[[ DATASET RECORDS, beginning ]]
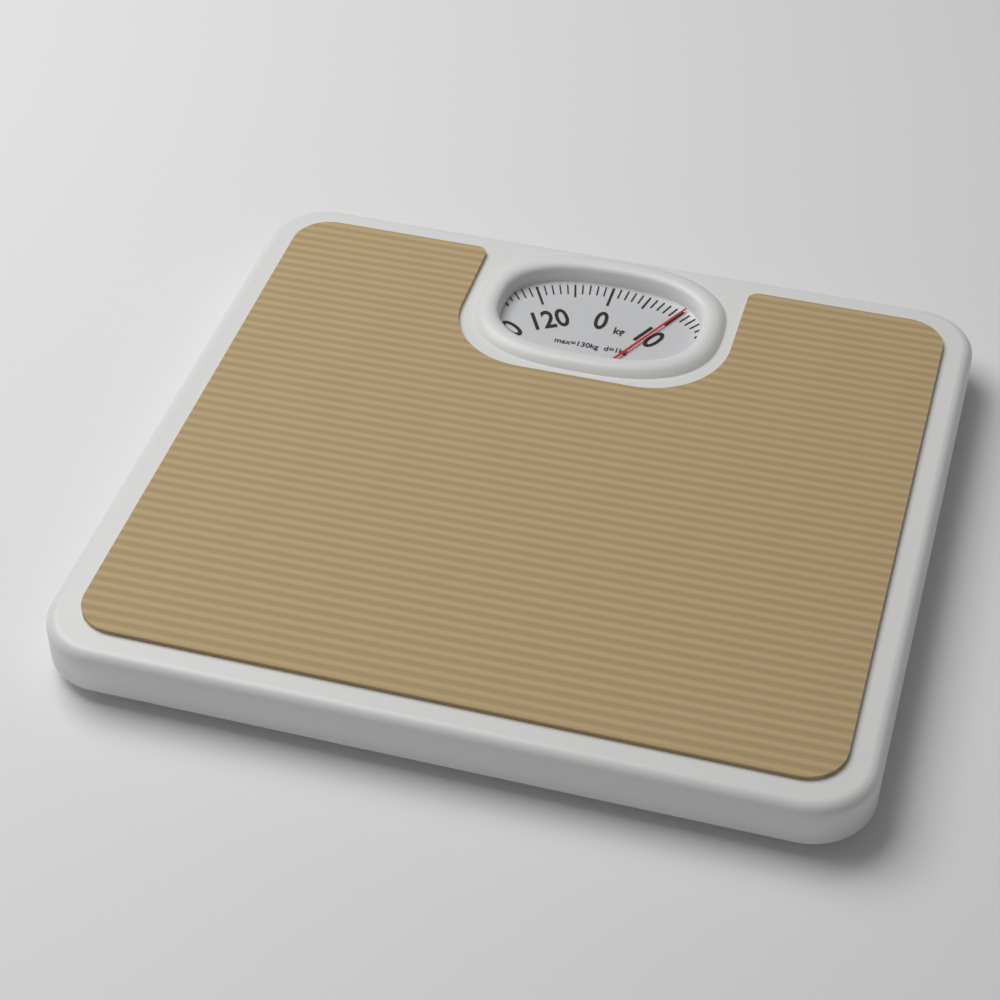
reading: 10 kg
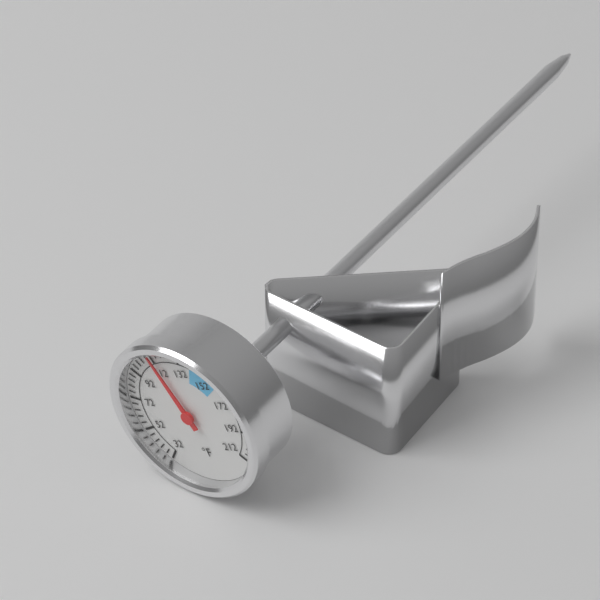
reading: 112 °F
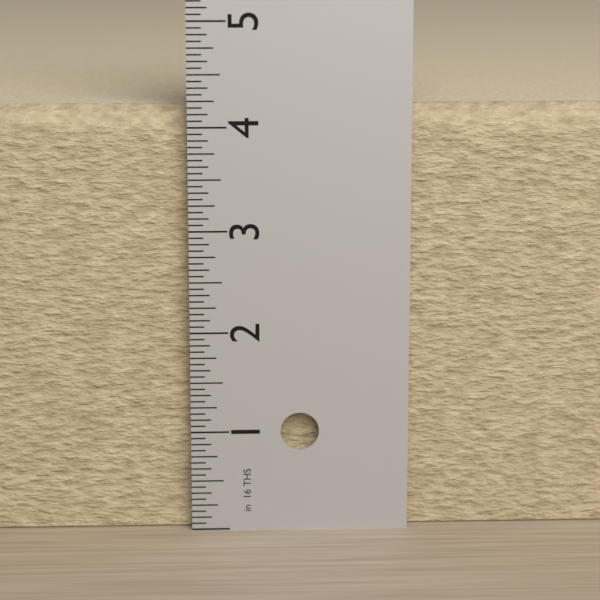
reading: 4.1875 in
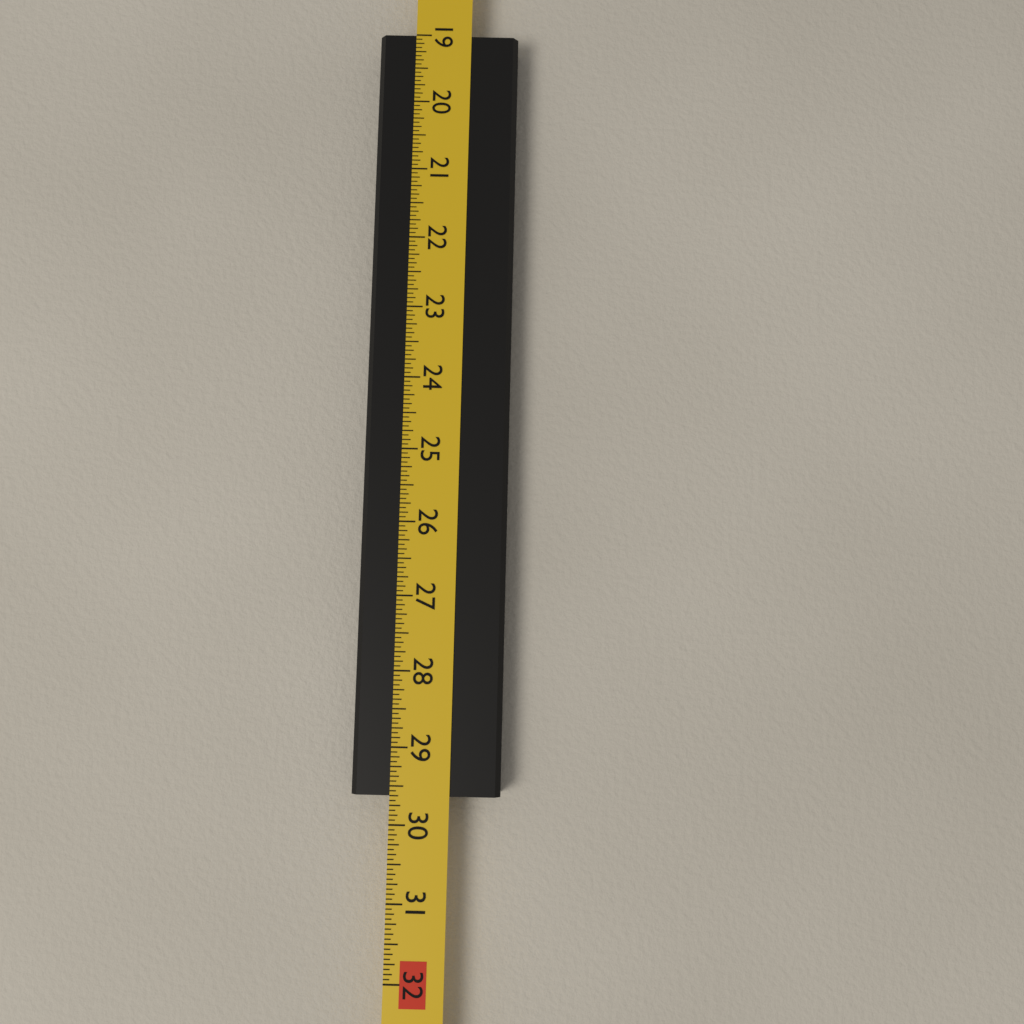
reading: 29.6250 in
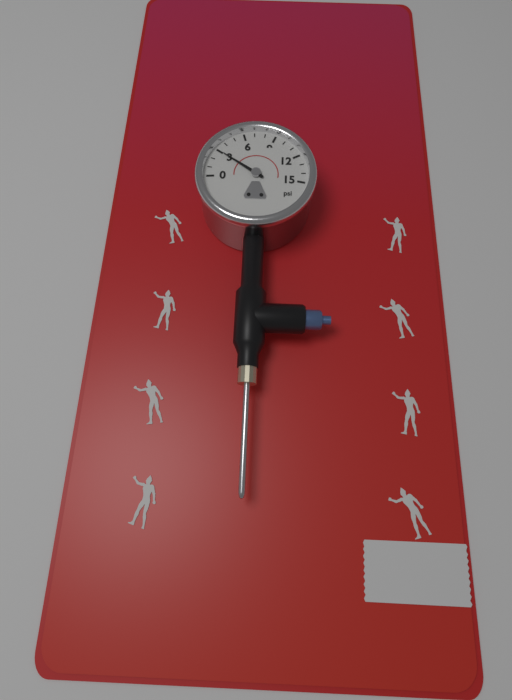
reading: 3 psi
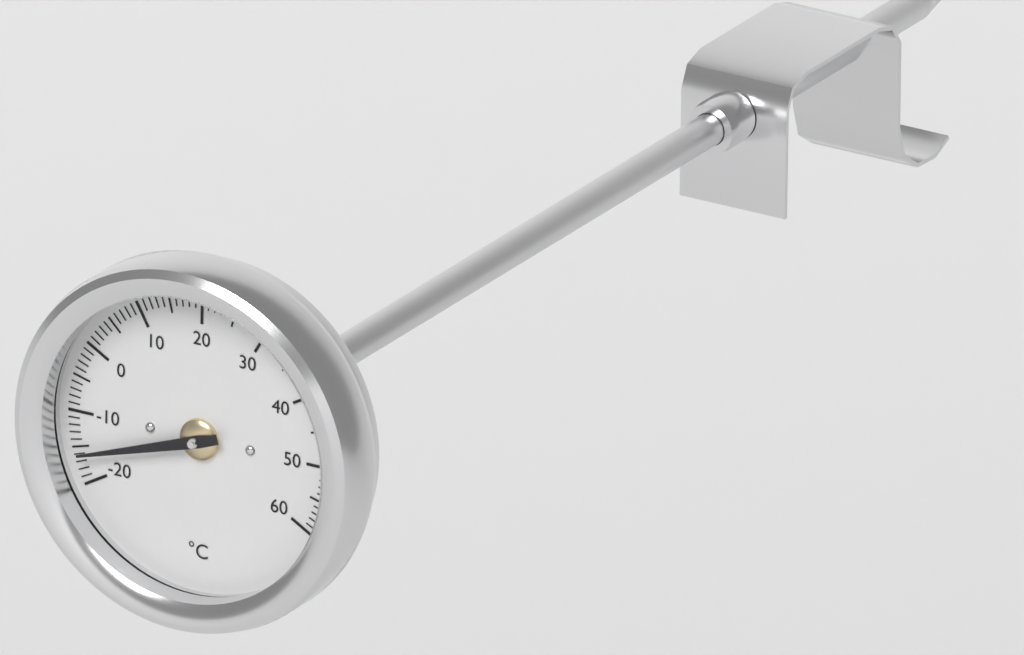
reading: -16 °C
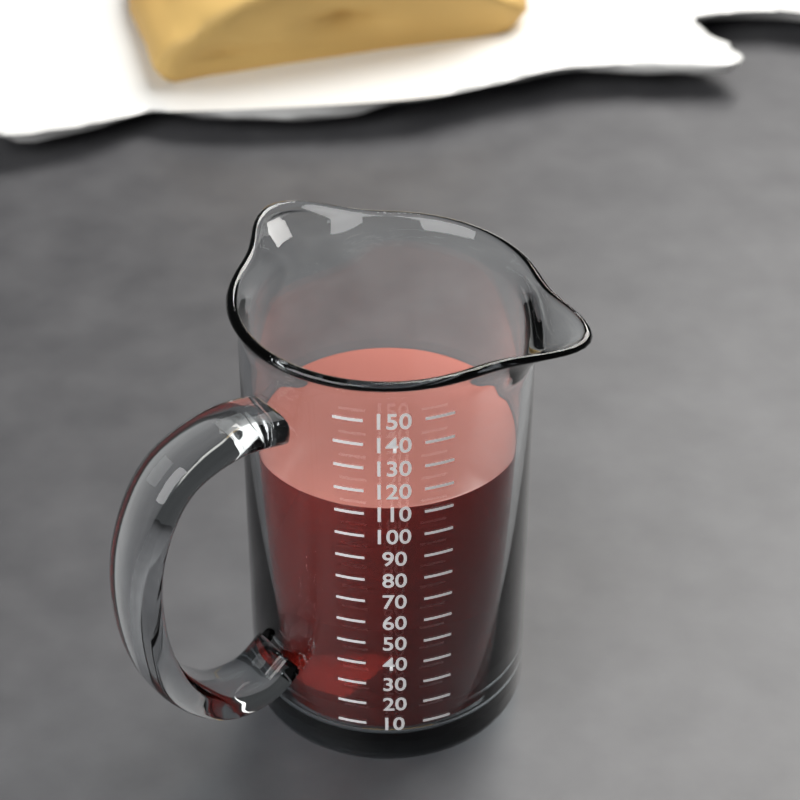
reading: 110 (no unit)
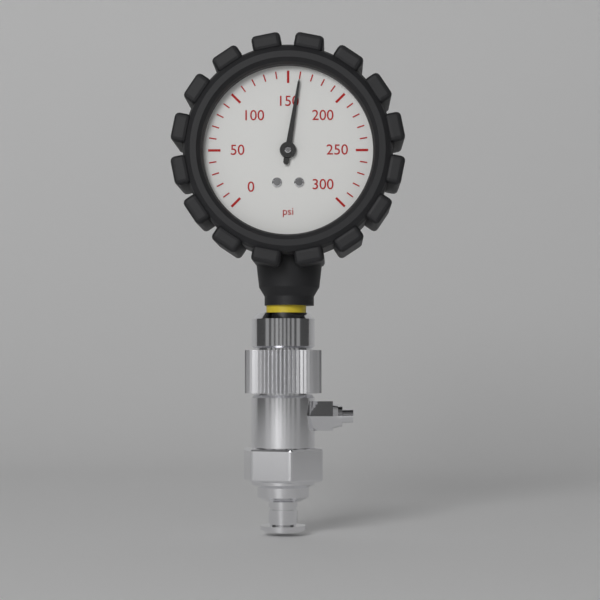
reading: 160 psi
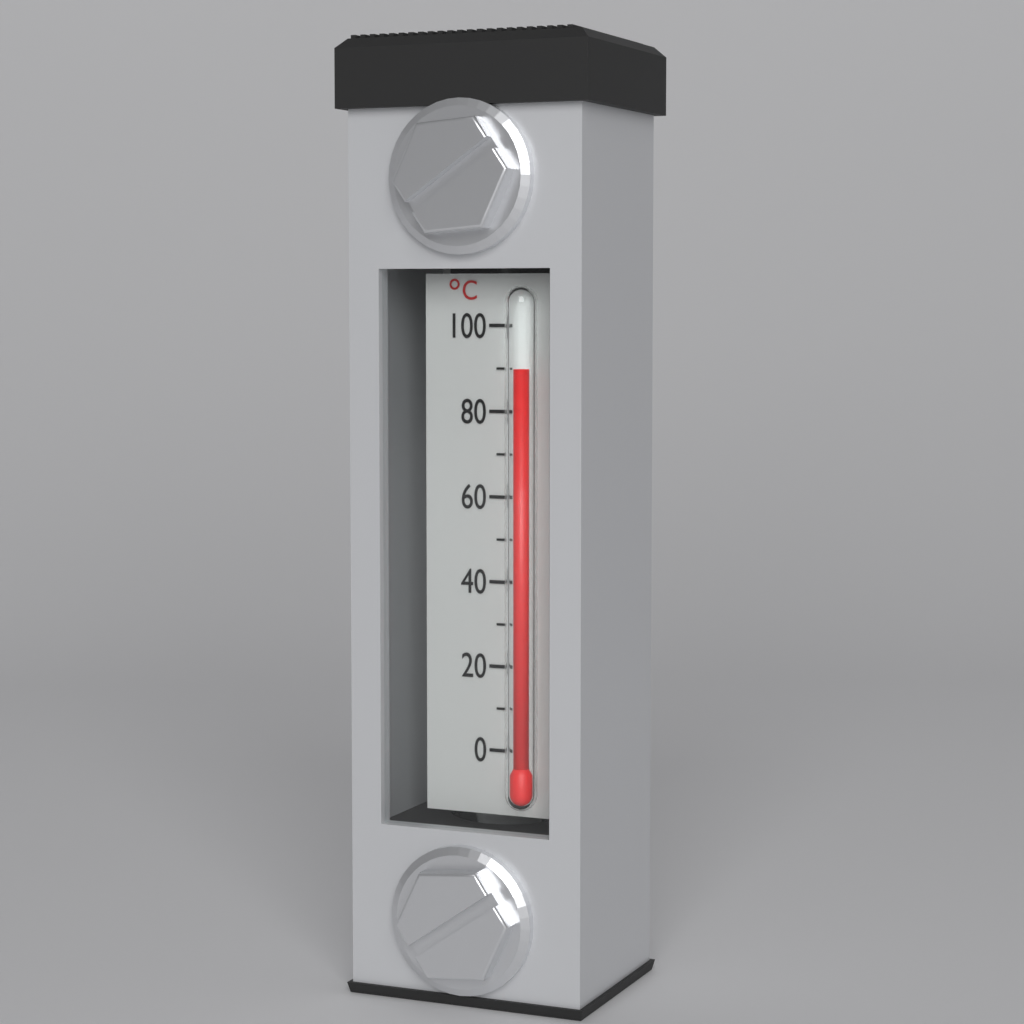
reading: 90 °C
[[ DATASET RECORDS, end ]]
In the records above, locate the line containing "reading: 112 °F", then copy exactly that line and every line after it through the end, omitting pictures.

reading: 112 °F
reading: 4.1875 in
reading: 29.6250 in
reading: 3 psi
reading: -16 °C
reading: 110 (no unit)
reading: 160 psi
reading: 90 °C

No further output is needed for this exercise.